Network Computing is part of the Informa Tech Division of Informa PLC

This site is operated by a business or businesses owned by Informa PLC and all copyright resides with them. Informa PLC's registered office is 5 Howick Place, London SW1P 1WG. Registered in England and Wales. Number 8860726.

Survivor's Guide to 2007: Storage & Servers: Page 2 of 9

Perhaps the biggest advancement in server virtualization in 2006 was the introduction of instruction sets designed to provide much better virtualization support at the hardware level. The Intel VT and AMD-V technologies now being integrated into those companies' server-class x86 processors enable the use of hypervisor-managed VMs (virtual machines), without the need to modify the OS to support it. This breakthrough paves the way for hypervisor solutions that promise faster and more efficient virtualization on x86-based systems.

Historically, VMware has had the fullest portfolio of enterprise-class data center products, but Microsoft, Novell, Virtual Iron and XenSource appear to be lining up to take a run at the king of the hill. Novell's SuSE Linux Enterprise Server has integrated support for Xen, and in 2007 products from XenSource and Virtual Iron will be out of beta and offer full Xen solutions that merit evaluation. Microsoft's Virtual Server 2003 R2 should be in full release as well, and the upcoming Longhorn platform will offer new Windows-based hypervisor technology and additional support for Unix-based VMs.

Server virtualization continues to be a hot topic for many data centers, and the promise of easily managed virtual servers combined with more efficient use of hardware resources should spur most IT groups to at least test the virtualization waters in 2007, if they haven't already. But whether these new offerings are a major improvement over the tried-and-true product offered by market leader VMware is yet to be answered. The big challenge for these competing vendors will be to provide the same high-level tools to support physical-to-virtual conversion, VM migration across physical servers and fail-over capabilities with better performance--at a lower cost.

Regardless of the virtualization platform you choose, it's important to test and evaluate the processing and I/O requirements of your applications in a virtual environment to ensure that they will continue to meet your performance and SLA requirements. Fortunately, much of the focus from the new crop of virtualization vendors is being placed on ease of migration, reliability and performance. Added to this is the massive performance growth in the current crop of priced-to-own dual-core and, eventually, quad-core systems. Next year is shaping up to be the time when many of the pieces for enterprise-class server virtualization on the x86 platform will finally fall into place.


**DIRECTIONS**. In the entries below, find the line with "List every element" and transcribe it and every line after it exactly, through the last line, without pictures.

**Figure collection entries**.
-=-=-

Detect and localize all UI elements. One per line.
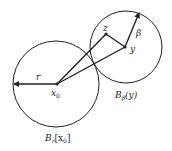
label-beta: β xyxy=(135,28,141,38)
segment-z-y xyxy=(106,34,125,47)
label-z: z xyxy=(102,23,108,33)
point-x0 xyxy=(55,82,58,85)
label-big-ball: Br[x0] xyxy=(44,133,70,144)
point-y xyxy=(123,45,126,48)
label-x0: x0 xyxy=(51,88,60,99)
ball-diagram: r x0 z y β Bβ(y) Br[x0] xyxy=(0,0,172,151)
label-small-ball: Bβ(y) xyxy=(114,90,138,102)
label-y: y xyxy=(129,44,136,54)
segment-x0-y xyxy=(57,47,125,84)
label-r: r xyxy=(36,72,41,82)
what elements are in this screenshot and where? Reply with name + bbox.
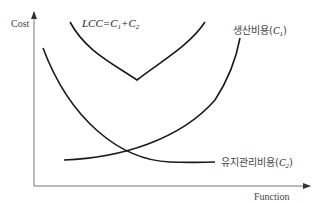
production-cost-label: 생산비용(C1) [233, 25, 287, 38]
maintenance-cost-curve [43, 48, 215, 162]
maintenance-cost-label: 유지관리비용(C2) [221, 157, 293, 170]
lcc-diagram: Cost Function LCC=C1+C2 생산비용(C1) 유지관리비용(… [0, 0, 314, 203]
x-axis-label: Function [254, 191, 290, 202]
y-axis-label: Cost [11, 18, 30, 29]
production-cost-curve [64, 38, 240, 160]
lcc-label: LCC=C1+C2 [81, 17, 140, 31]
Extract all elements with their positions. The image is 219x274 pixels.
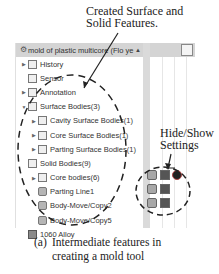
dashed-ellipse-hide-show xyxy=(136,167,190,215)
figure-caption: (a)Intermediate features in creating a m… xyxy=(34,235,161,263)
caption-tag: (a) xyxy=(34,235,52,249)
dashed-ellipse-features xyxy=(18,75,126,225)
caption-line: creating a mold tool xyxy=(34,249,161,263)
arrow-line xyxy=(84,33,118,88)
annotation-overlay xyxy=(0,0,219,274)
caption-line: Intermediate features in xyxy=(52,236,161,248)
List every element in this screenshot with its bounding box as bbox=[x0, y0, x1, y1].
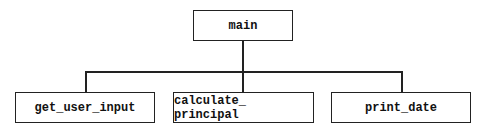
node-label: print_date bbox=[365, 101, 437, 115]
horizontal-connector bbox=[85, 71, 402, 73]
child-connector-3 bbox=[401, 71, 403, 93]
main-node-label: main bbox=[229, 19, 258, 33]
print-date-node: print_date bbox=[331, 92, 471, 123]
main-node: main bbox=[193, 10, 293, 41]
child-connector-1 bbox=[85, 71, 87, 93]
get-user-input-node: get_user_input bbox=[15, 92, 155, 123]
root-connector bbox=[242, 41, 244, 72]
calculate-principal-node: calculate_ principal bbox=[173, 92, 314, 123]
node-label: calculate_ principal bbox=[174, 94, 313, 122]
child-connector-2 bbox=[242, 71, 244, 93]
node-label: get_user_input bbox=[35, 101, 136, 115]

-=-=-

**EXERCISE SOLUTION**.
List every element in this screenshot with its bounding box as bbox=[x0, y0, x1, y1].
node-label: print_date bbox=[365, 101, 437, 115]
horizontal-connector bbox=[85, 71, 402, 73]
child-connector-3 bbox=[401, 71, 403, 93]
main-node-label: main bbox=[229, 19, 258, 33]
print-date-node: print_date bbox=[331, 92, 471, 123]
main-node: main bbox=[193, 10, 293, 41]
child-connector-1 bbox=[85, 71, 87, 93]
get-user-input-node: get_user_input bbox=[15, 92, 155, 123]
root-connector bbox=[242, 41, 244, 72]
calculate-principal-node: calculate_ principal bbox=[173, 92, 314, 123]
node-label: calculate_ principal bbox=[174, 94, 313, 122]
child-connector-2 bbox=[242, 71, 244, 93]
node-label: get_user_input bbox=[35, 101, 136, 115]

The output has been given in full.